Italian man arrested after driving through city shooting at African migrants

Reuters
Forensics inspect a car used by a gunman in Macerata, Italy, Feb. 3, 2018.

An Italian man opened fire on African migrants in the central city of Macerata on Saturday, injuring six people before he was captured, in what police said was a racially motivated attack.

The shootings happened just days after a Nigerian migrant was arrested in connection with the death of an 18-year-old Italian woman, whose dismembered body was discovered stuffed into two suitcases near Macerata.

Police named the suspected shooter as Luca Traini, 28, and said he had an Italian flag draped over his shoulders when he was seized in the street by armed police. Onlookers said he made a fascist salute before being handcuffed.

"He drove around in his car and when he saw any black people he shot them," Marcello Mancini, a Macerata resident, told Reuters television. Police said one of the six victims was seriously hurt and needed surgery, but gave no further details.

Traini also fired shots at the offices of the ruling center-left Democratic Party (PD) in Macerata, but did not injure anyone there. The PD said he had stood as a candidate for the rightist Northern League at local elections last year but had not received any votes.

The League backs fiercely anti-immigrant policies and is part of ex-prime Silvio Berlusconi's center-right alliance that is leading in the polls ahead of a March 4 national election.

League leader Matteo Salvini distanced himself from the shooting, but blamed mass immigration for the tensions.

"I can't wait to get into government to restore security, social justice and serenity to Italy," he told reporters.

PD leader Matteo Renzi called for calm.

"The man who fired the gun, hitting six people of color, is a squalid, mad person. But the state is stronger than him," he wrote on Facebook.

Prime Minister Paolo Gentiloni said Italy would come down heavily on anyone promoting violence.

"We will stop this risk. We will stop it immediately. We will stop it together," he said. "Hatred and violence will not be able to divide us."

Denied asylum

Police said the shooter drove around Macerata, which is famed for its outdoor opera festivals, in a black Alfa Romeo car firing out of his window at migrants in various locations.

With police closing in, he left his car in the city center but was almost immediately stopped. Local media said he shouted, "Long live Italy," as he was taken away.

Tensions in Macerata had risen this week following the gruesome discovery of Pamela Mastropietro's body. The teenager had run away from a drug rehabilitation center on Monday and met a Nigerian asylum-seeker, Innocent Oseghale, the next day.

Her body was found on Wednesday and a preliminary postmortem could not immediately identify the cause of death.

Witnesses said they had earlier seen Oseghale with the suitcases in which the body was found. He refused to talk to the police after his arrest. Newspapers said he was denied asylum last year but had remained in Macerata to appeal against the decision.

"What was this worm still doing in Italy?" Northern League leader Salvini wrote on Facebook at mid-week, accusing the center-left government of responsibility for Mastropietro's death for allowing migrants to stay in the country.

"The left has blood on its hands," he wrote.

More than 600,000 mainly African migrants have reached Italy by boat over the past four years, and thousands have perished on the journey. The center-right bloc, which includes the League, says the vast majority have no right to asylum and has promised mass expulsions if it takes power.

Leftist parties have ruled out any such deportations.

"What happened today in Macerata shows that inciting hatred and whitewashing fascism, as Salvini does, has consequences. It can spark violence," said Laura Boldrini, a leftist politician and the speaker of the lower house of parliament.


WORK REQUIRED
Lines below that hold the word "Unit" must be copied in full.

Figure record listings
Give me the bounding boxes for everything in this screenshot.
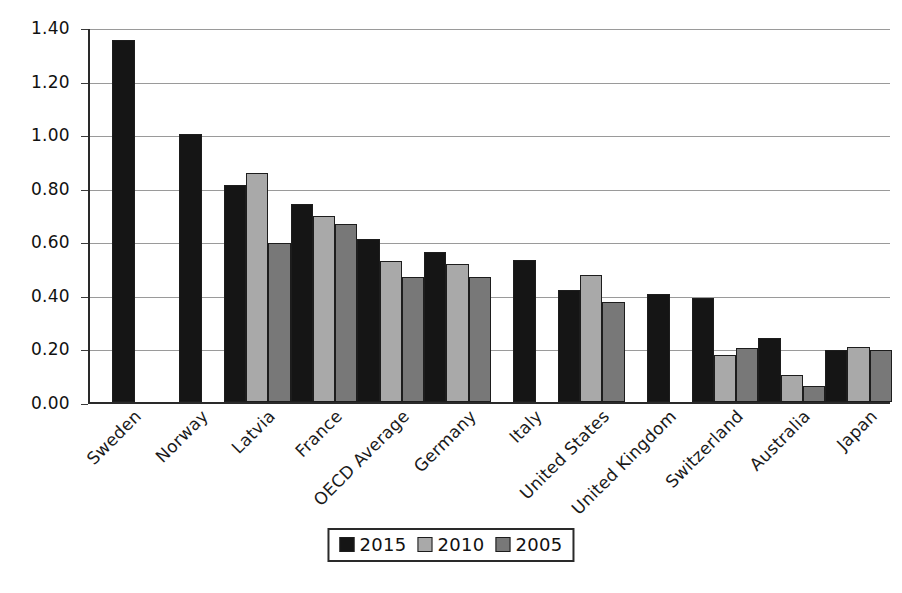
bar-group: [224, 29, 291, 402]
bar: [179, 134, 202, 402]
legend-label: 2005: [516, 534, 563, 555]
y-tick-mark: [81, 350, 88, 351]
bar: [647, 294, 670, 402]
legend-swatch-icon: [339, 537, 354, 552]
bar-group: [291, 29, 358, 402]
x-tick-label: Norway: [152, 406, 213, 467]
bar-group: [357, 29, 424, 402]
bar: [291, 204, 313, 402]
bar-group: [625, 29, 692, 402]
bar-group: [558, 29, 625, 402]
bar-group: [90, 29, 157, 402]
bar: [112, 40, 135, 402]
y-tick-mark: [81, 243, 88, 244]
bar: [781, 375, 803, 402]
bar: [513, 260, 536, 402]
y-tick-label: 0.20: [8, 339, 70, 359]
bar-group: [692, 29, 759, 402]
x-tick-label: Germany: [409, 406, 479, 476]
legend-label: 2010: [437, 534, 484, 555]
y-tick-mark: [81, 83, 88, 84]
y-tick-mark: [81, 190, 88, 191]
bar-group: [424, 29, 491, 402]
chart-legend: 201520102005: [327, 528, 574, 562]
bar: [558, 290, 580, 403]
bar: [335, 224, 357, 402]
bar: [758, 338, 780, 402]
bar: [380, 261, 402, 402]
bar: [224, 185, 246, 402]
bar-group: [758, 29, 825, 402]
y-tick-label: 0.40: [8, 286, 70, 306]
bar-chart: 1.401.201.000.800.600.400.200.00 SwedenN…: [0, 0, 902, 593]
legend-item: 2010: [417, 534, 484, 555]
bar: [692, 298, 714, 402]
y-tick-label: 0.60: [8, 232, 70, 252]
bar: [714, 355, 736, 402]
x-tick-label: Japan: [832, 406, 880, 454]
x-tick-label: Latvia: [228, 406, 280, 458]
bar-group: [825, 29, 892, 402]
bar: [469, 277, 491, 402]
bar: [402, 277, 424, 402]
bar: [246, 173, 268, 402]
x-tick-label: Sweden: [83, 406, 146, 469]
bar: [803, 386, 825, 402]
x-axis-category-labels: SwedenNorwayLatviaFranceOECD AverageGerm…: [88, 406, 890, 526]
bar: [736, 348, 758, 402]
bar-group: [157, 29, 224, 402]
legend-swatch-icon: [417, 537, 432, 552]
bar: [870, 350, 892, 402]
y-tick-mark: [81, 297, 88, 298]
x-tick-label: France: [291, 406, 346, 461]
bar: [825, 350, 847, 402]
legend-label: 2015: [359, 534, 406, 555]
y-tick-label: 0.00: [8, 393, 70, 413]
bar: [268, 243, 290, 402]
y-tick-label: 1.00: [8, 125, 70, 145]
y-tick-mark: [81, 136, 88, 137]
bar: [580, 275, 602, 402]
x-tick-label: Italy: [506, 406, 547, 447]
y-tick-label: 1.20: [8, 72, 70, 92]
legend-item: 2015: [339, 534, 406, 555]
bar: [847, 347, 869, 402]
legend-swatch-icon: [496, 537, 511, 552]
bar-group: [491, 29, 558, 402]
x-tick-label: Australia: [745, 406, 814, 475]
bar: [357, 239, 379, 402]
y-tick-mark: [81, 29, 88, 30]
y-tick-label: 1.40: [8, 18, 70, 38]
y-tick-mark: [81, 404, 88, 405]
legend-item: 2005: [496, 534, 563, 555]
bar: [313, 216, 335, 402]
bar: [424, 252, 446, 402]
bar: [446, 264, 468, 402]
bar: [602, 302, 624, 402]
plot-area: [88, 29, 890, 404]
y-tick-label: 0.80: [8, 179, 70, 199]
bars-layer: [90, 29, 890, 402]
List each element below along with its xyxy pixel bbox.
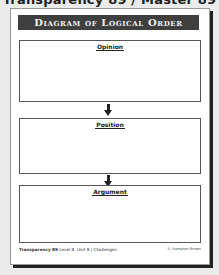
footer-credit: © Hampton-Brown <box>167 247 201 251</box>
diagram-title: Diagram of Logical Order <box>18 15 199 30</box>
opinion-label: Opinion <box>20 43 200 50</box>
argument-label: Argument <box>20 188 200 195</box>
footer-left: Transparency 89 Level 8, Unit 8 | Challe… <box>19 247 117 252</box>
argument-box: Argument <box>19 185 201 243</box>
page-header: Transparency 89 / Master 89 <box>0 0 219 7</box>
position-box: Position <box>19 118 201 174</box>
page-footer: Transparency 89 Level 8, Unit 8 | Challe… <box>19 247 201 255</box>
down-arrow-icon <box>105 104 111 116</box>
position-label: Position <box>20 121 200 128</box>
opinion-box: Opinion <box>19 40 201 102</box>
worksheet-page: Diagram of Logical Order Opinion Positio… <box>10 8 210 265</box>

SOLUTION TO THIS EXERCISE
footer-left: Transparency 89 Level 8, Unit 8 | Challe… <box>19 247 117 252</box>
page-footer: Transparency 89 Level 8, Unit 8 | Challe… <box>19 247 201 255</box>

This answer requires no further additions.